Introducing the brain (Introduction)

by dhw, Wednesday, May 30, 2018, 11:41 (2367 days ago) @ David Turell

Dhw: All you have done is repeat that it [the soul] has two mechanisms, and changes its mode of operation. I have described two mechanisms – one material, one psychic. I have also accepted the obvious fact that if there is an afterlife, it will be different from material life, while you have accepted that the soul will remain the same personality. I don’t have a problem with “letting God in” if there is an afterlife. None of this tells me the differences in “operative modes” or “mechanisms of action”, so please explain what other forms you are referring to besides those I have covered.

DAVID: I will repeat the same point for different mechanisms: in life the soul uses the brain networks to think, experience and direct actions to be taken. In death it communicates telepathically, but since I think the afterlife is unchanging and is observing what is happening in life what the soul does is conversation.

In other words, there are no other forms besides those I have covered. If dualism is true, then of course the soul uses the brain, and judging by your comment below, I don’t think there is any real difference between your concept of the relationship and my own: the soul uses the brain to gather the information it thinks about, and to express/implement those thoughts materially. You have also agreed now that in the afterlife its “operative mode” has to be psychic. Again, no difference. I’m afraid I don’t quite understand your last sentence but again I suspect it means exactly the same as my own concept: the soul observes the material world in life and an immaterial world in the afterlife, and thinks about both, but observes and communicates (converses) by different modes (material and psychic). The only difference I can see between us is your insistence that even though the dualist’s soul is the same in life as in death, in life it depends on the brain for its ability to THINK, but in death it can THINK without the brain. And that is what doesn’t make sense to me.

DAVID: When I discuss a brain thinking, it is under the control of the software soul.

dhw: So do you believe that the software soul and the hardware brain BOTH think, but the soul/software makes the final decision, or do you believe that the software soul does the thinking and gives instructions to the hardware brain?

DAVID: I did not say BOTH think. The brain and the soul are two parts of the thinking mechanism in life. The soul uses the brain networks in thought in life.

Good. Then presumably you agree that only the soul thinks. Yes, the thinking part and the information-gathering and implementing part are the two parts. Yes, the soul uses the brain in life. But if the soul thinks and the brain doesn’t think, then it makes no sense to argue that the brain must expand (pre-sapiens) before the soul can think new thoughts! To use your favourite analogy, do you get a new computer before the new software exists, or do you get it when the old one can’t implement the programmes of the new software?

DAVID: And you blithely skip over 150 cc of brain volume loss since sapiens appeared. Sure areas are seen to have enlarged, but overall you skip the 150 cc loss.

dhw: I have offered you an explanation of the loss (see above), and instead of telling us why you object, you say I’ve ignored it!I have also pointed out that there is no evidence of shrinkage in pre-sapiens, but we know that his brain expanded.

DAVID: The fossils are few and far between and at each step there are individual differences. Currently you are correct, that we cannot prove shrinkage at each step, except ours. You try to present that thoughts of desires expands the brain and we see our intense thoughts shrank it. It came 315,000 years ago so complex it didn't need to expand. Your answer is a worry it shouldn't get any bigger for anatomic reasons. On the other hand another 150 cc added would not have been top heavy. Your argument is without basis.

Why do you think the pre-sapiens brain expanded if it also shrank? It wouldn’t have NEEDED to expand if complexification was efficient enough to implement all the new thoughts! And it’s not a matter of intense thought shrinking the brain, or of adding another 150 cc! I am suggesting that the capacity was reached x years ago (315,000 years, if you like). Complexification then had to take over from expansion. The thoughts didn’t shrink the brain – the illiterate women’s brains didn’t shrink as a result of their learning to read and write! They complexified, and that is an ongoing process. Over the course of x thousand years, complexification has proved so efficient that some cells have become redundant. There is therefore still room for at least another 150 cc capacity within the existing skull. And you continue to ignore the proven fact that thought changes the brain by complexification and limited expansion.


• Problem requirements
Look through the records below, and copy out every line that holds the string "White".

• Figure record extracts
╔══
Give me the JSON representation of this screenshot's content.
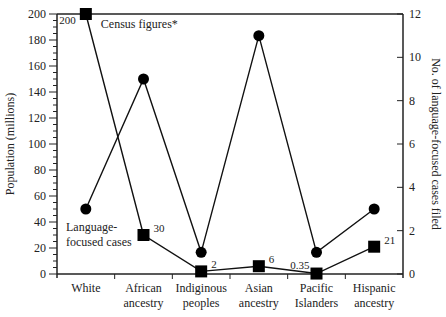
{
  "chart_data": {
    "type": "line",
    "title": "",
    "categories": [
      [
        "White"
      ],
      [
        "African",
        "ancestry"
      ],
      [
        "Indiginous",
        "peoples"
      ],
      [
        "Asian",
        "ancestry"
      ],
      [
        "Pacific",
        "Islanders"
      ],
      [
        "Hispanic",
        "ancestry"
      ]
    ],
    "category_labels": [
      "White",
      "African ancestry",
      "Indiginous peoples",
      "Asian ancestry",
      "Pacific Islanders",
      "Hispanic ancestry"
    ],
    "ylabel": "Population (millions)",
    "ylabel_right": "No. of language-focused cases filed",
    "ylim": [
      0,
      200
    ],
    "ylim_right": [
      0,
      12
    ],
    "yticks": [
      0,
      20,
      40,
      60,
      80,
      100,
      120,
      140,
      160,
      180,
      200
    ],
    "yticks_right": [
      0,
      2,
      4,
      6,
      8,
      10,
      12
    ],
    "grid": false,
    "series": [
      {
        "name": "Census figures*",
        "axis": "left",
        "marker": "square",
        "values": [
          200,
          30,
          2,
          6,
          0.35,
          21
        ],
        "data_labels": [
          "200",
          "30",
          "2",
          "6",
          "0.35",
          "21"
        ]
      },
      {
        "name": "Language-focused cases",
        "axis": "right",
        "marker": "circle",
        "values": [
          3,
          9,
          1,
          11,
          1,
          3
        ]
      }
    ],
    "annotations": [
      {
        "text": "Census figures*",
        "near": "White square"
      },
      {
        "text": "Language-focused cases",
        "near": "White circle"
      }
    ]
  }
}
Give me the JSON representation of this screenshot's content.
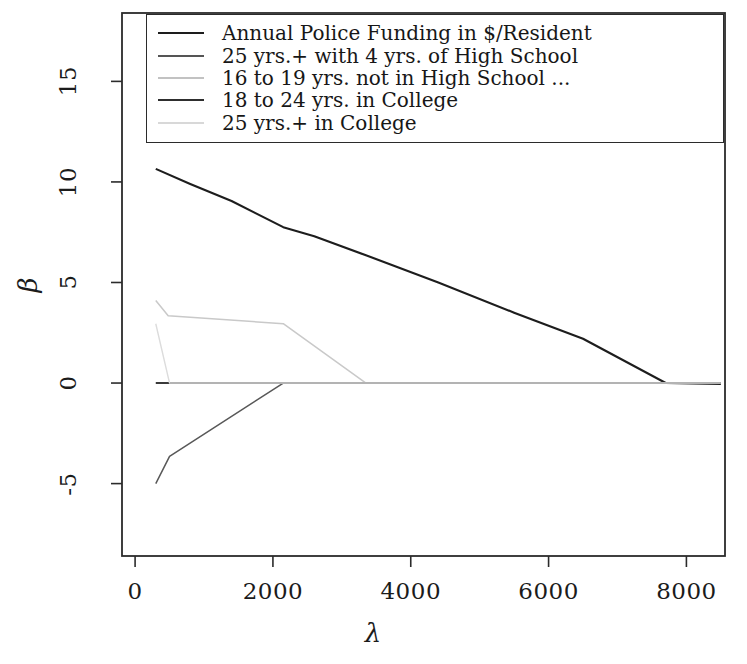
╚══
• Exercise solution
        "White"
      "White",
        "near": "White square"
        "near": "White circle"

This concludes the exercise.